Casualty Care is a Team Effort

Image of Casualty Care is a Team Effort. Casualty Care is a Team Effort

The 2023 Military Health System Research Symposium opened with a plenary panel discussion with the theme "Casualty Care Across the Continuum: Operational Vignettes" on Aug. 14.

The panel was moderated by Dr. Terry Rauch, executive director, health readiness policy and oversight, and the director of the research and development office of the assistant secretary of defense for health affairs, and Dr. John Holcomb, professor of trauma and acute care surgery at the University of Alabama Birmingham Department of Surgery.

Rauch told the audience, "We want you to draw from the vast knowledge and experience of these experts seated before you as they relate their experiences and training with the wounded in combat, with the goal of providing lessons learned to guide us for the future fight."

The panelist’s expertise spanned the continuum of combat care from role 1, triage and stabilization, to role 2, damage control, resuscitation, surgery, and evacuation, to role 3, treatment in a military hospital or clinic, to role 4, additional treatment and rehabilitation in our major military hospitals and clinics in the continental United States.

"The guidance to this panel was to tell us what you did, how it went, and some scenarios," said Holcomb. "Tell us what you wish you had, whether it be training equipment, devices, or product."

The first speaker, U.S. Army Master Sergeant, Kaleb Twilligear, Department of Defense operational medicine expert and retired 20-year combat medic, addressed role 1 care. He related some of the challenges he faced during his 2009 deployment in the Nuristan province of Afghanistan.

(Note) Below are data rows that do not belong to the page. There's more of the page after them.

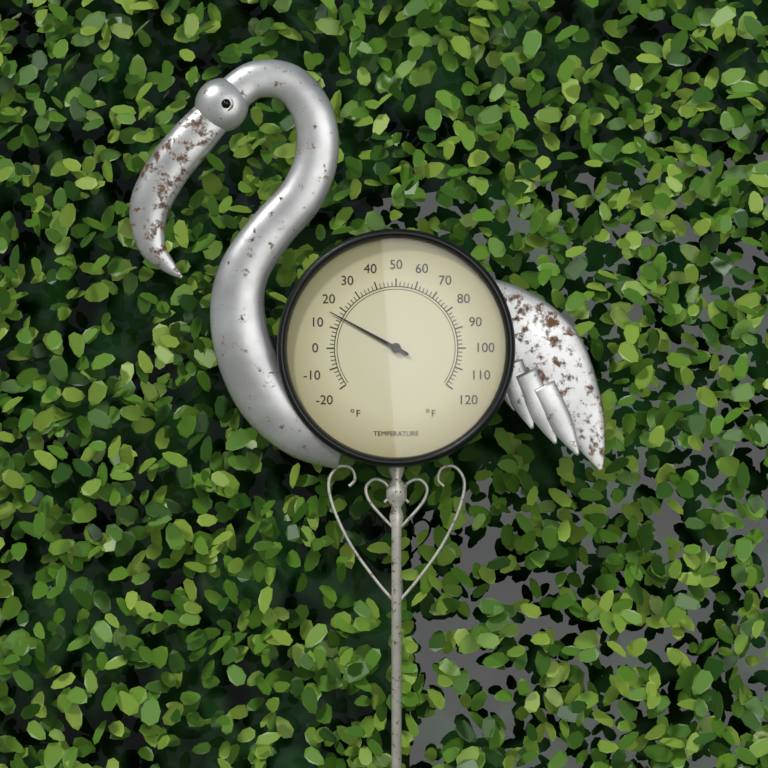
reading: 16 °F
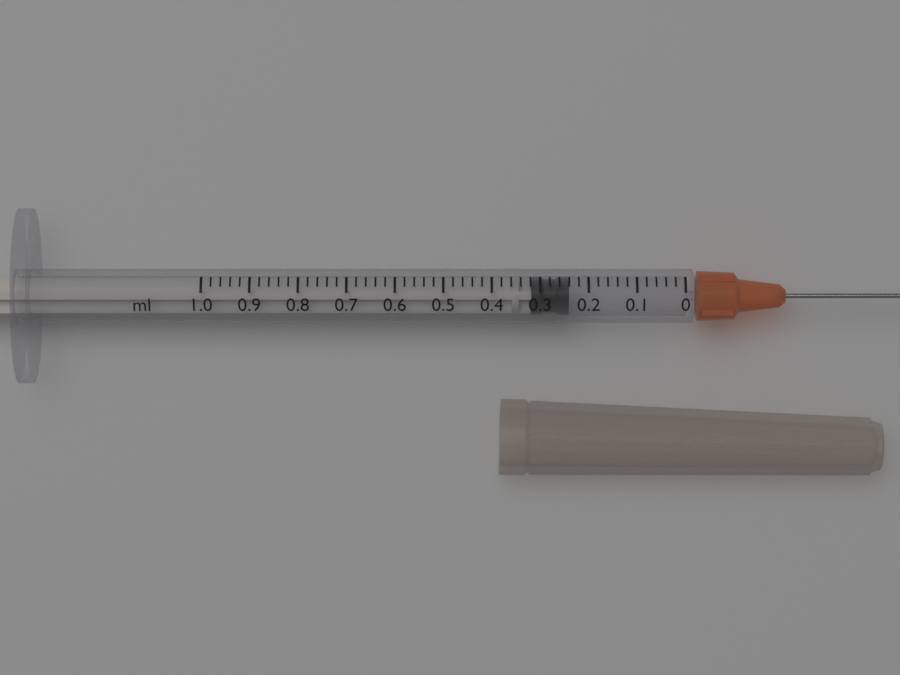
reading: 0.24 ml
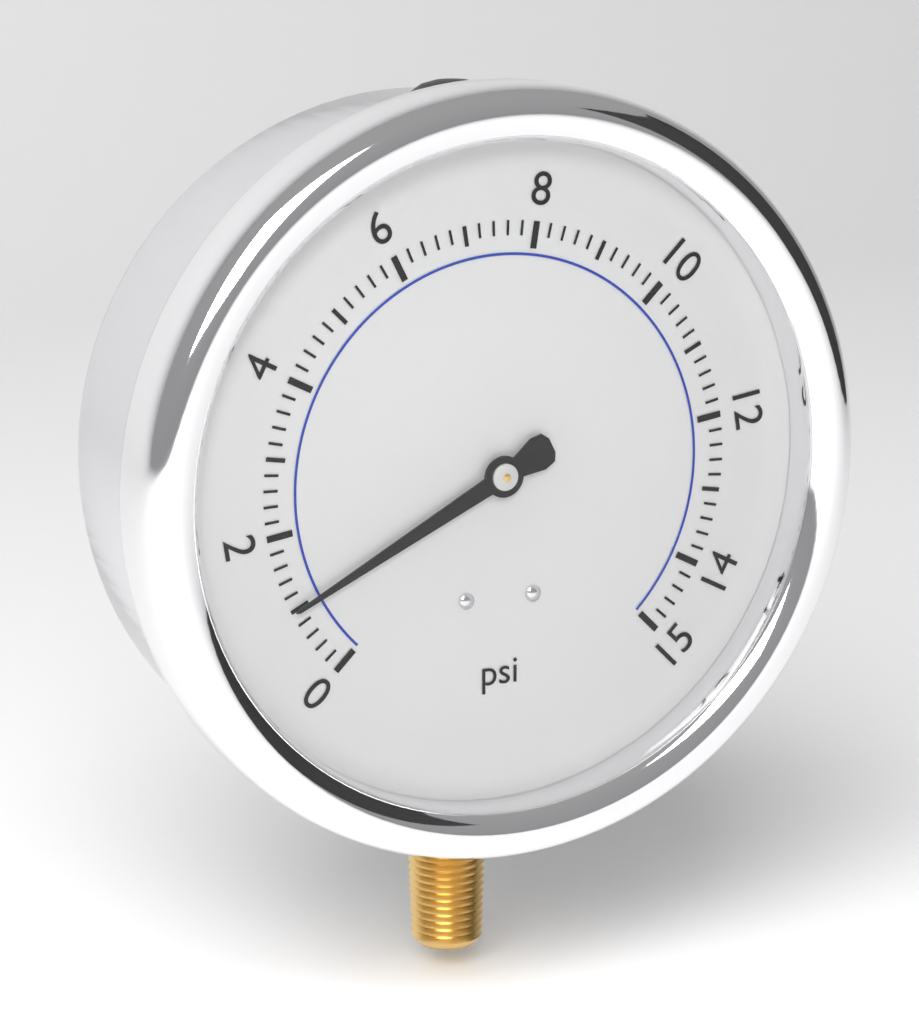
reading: 1.0 psi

"The biggest issue was preventive medicine," said Twilligear. "We focus on trauma as the big elephant in the room. But historically, it's the preventive medicine. Ten days of fighting. Everyone's dirty, everyone's dehydrated, everyone's malnourished, a lot of folks are getting sick. We're setting up for cellulitis infections, both bacterial and fungal... all these things that, unfortunately, many people believe we have beat."

U.S. Army Col. Jennifer Gurney, chief of Joint Trauma System, focused on role 2 care. "When I was thinking about the things a research community should focus on, I thought of the word ‘test’," said Gurney. "We need to focus on training, experience, standards and standardization, as well as tools for the deployed environment."

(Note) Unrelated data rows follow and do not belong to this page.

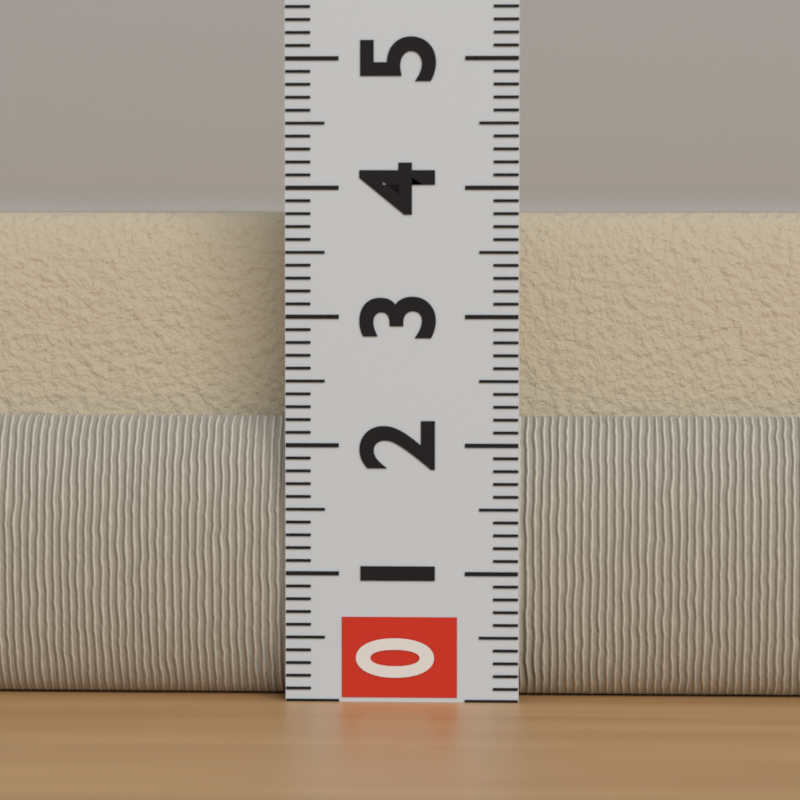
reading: 3.8 (no unit)
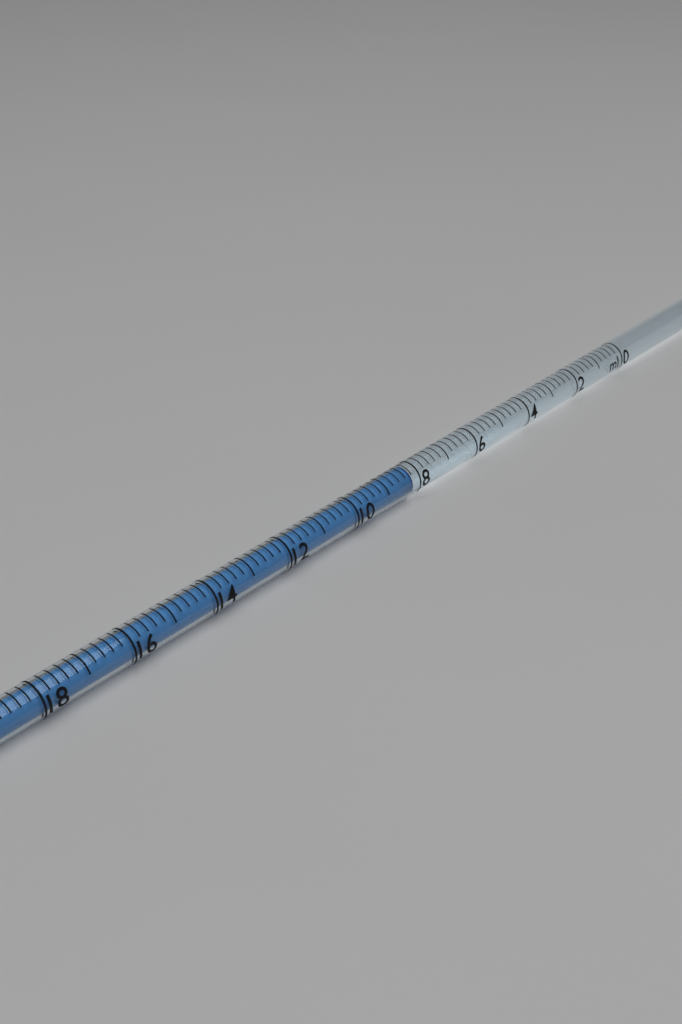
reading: 8.2 ml
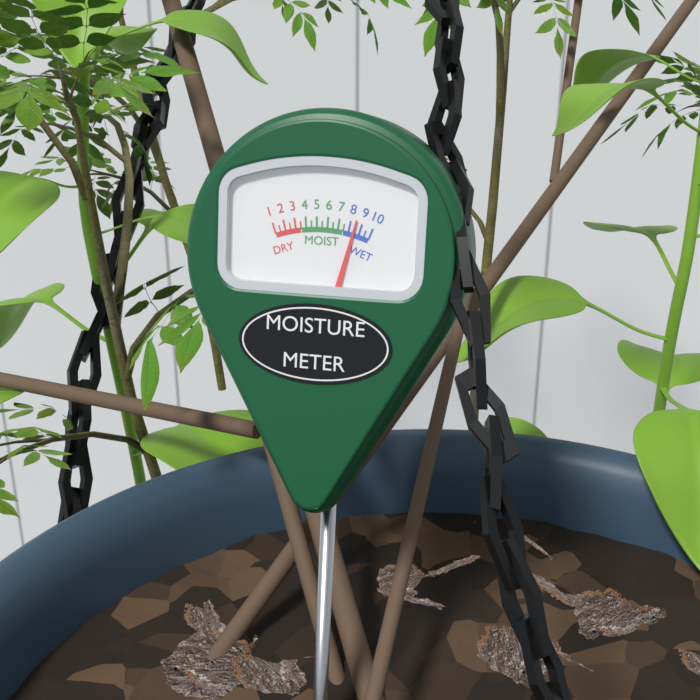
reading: 8.5 (no unit)
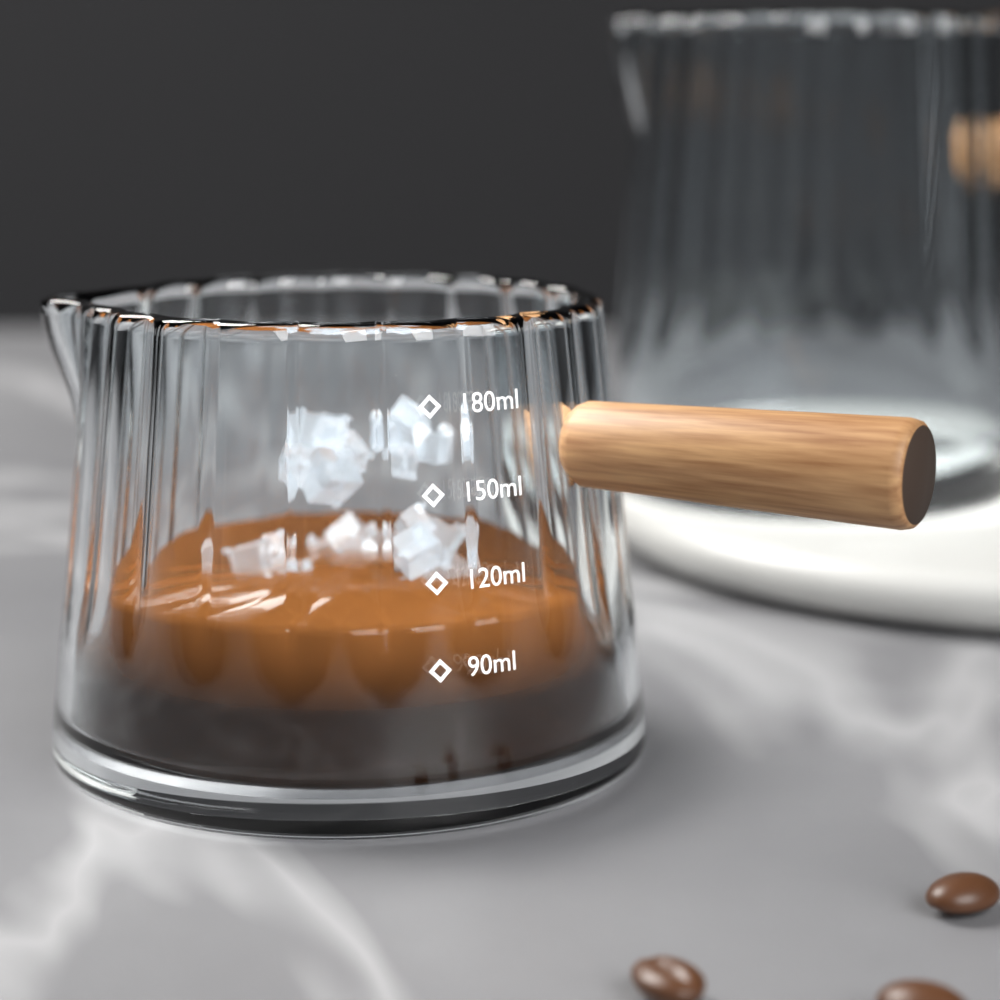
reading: 105 ml
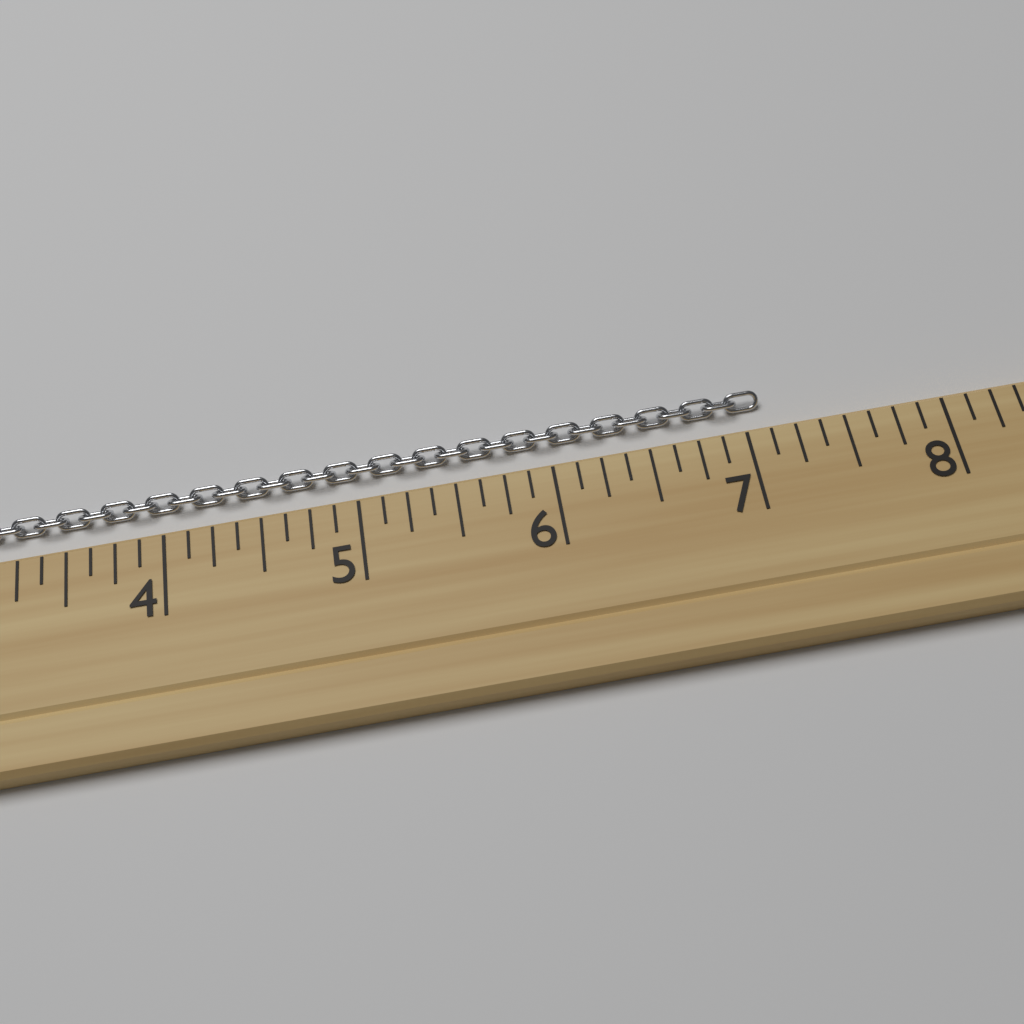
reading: 7.125 (no unit)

Gurney said 90% of combat deaths occur within the first hour. "That’s our time to make a difference. We need to figure out ways to extend the golden hour."

Dr. Phillip Mason is the medical director of both the cardiothoracic and transplant intensive care unit and adult extracorporeal membrane oxygenation at University of Texas Health San Antonio, talked about critical care transport.

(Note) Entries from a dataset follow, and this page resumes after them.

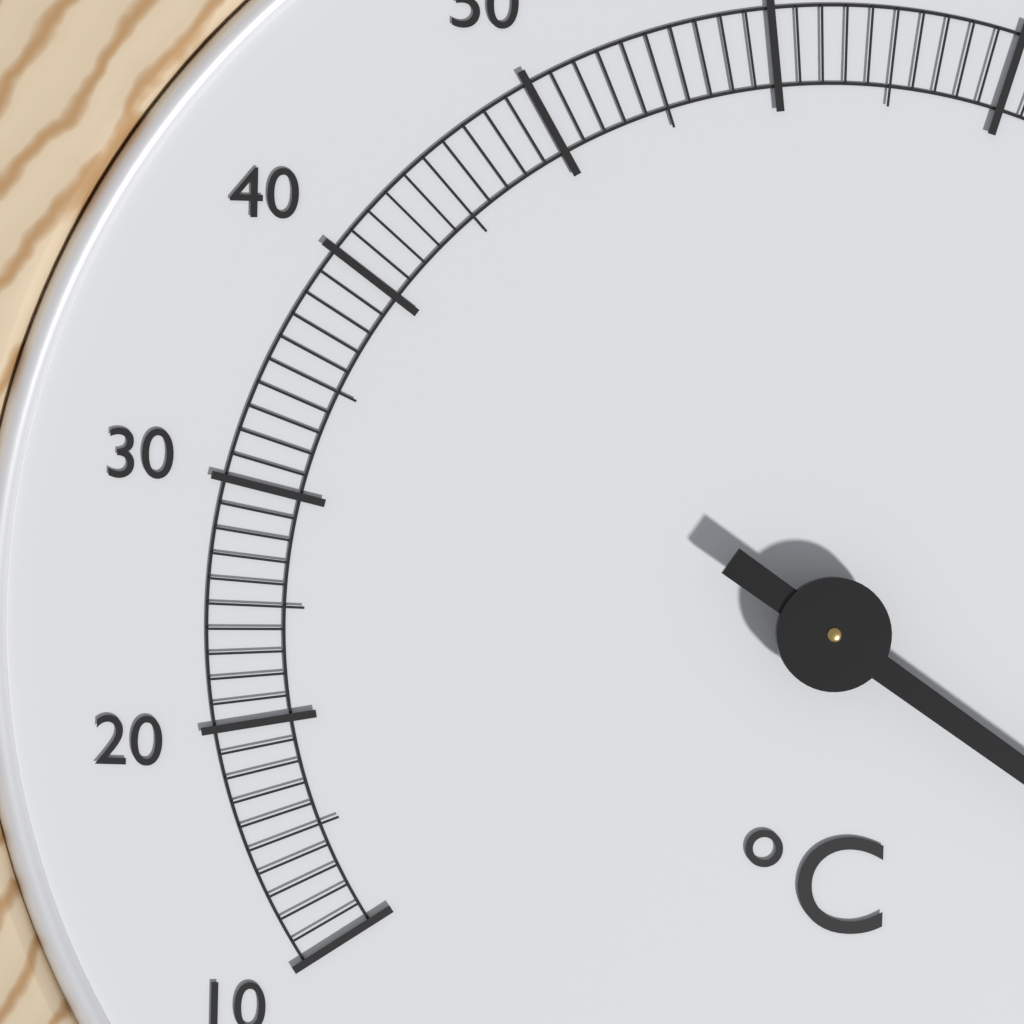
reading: 116 °C
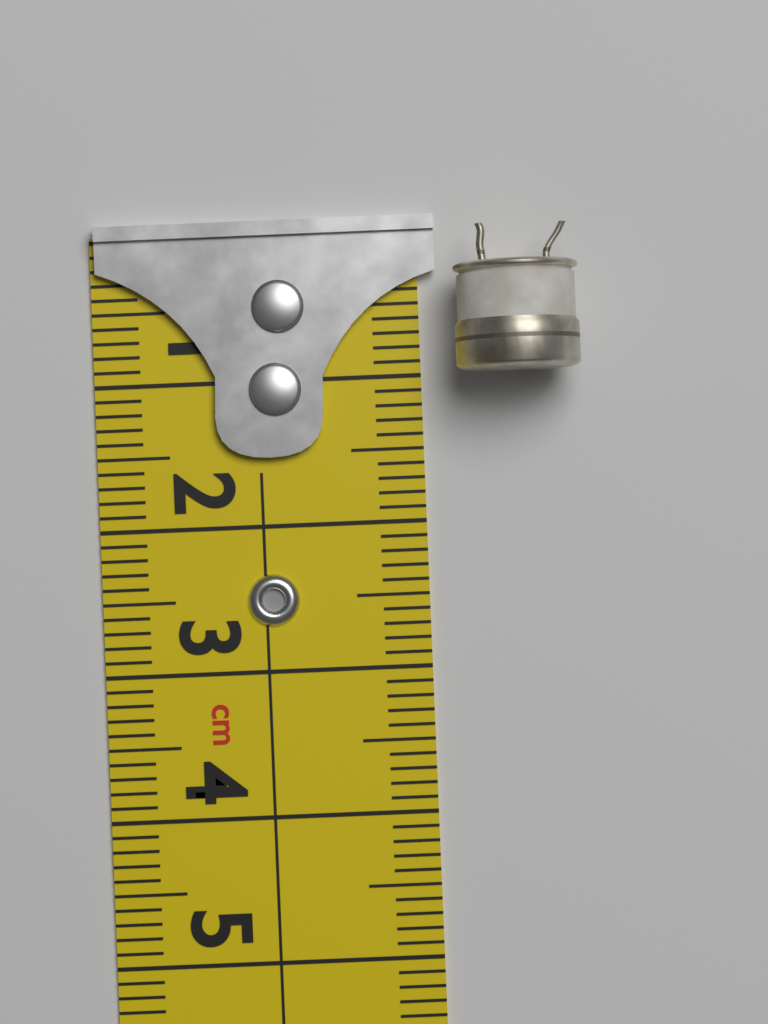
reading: 1.0 cm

"There's a lot of opportunity to improve situational awareness through centralized monitoring, and smarter alarms," said Mason. "Centralized monitoring can be as easy as a large screen on the aircraft where all the vital signs are displayed. Maybe it's a tablet with a heads-up display that shows these vital signs full time. A smarter alarm might be something as simple as an audible signal that goes into the team's headset to call their attention to something they need to know about and not looking at."

Mason focused on relatively simpler technological improvements over more advanced solutions like artificial intelligence.

"Those are all active lines of research, and they have merit and they're extremely valuable," said Mason. "We have long maintained our edge by looking to the future, sometimes far, far into the future. That's a valuable endeavor. We shouldn't be doing that while we're overlooking these very immediate problems that we can solve with the technology that's already widely available. To put it in military terms: we are focusing on 1000-meter targets, and we are surrounded by 10-meter targets that somehow are going unnoticed."

The final panelist, Dr. Paul Pasquina, the chair of physical medicine and rehabilitation at Uniformed Services University of the Health Sciences, and the department chief of rehabilitation at Walter Reed National Military Medical Center, spoke on the rehabilitation of combat casualties.

"What is rehabilitation?" asked Pasquina. "We try to take people with the most devastating combat related trauma and get them back to doing their highest level of function."

Pasquina emphasized the importance of early rehabilitation delivered by interdisciplinary teams, "that provide patient and family education, early mobilization, training on activities with daily living, neurocognitive stimulation for those who have traumatic brain injury and aggressive pain management that reduces secondary complications."

"Science today is a team sport," said Pasquina. "We need to all be on the same team."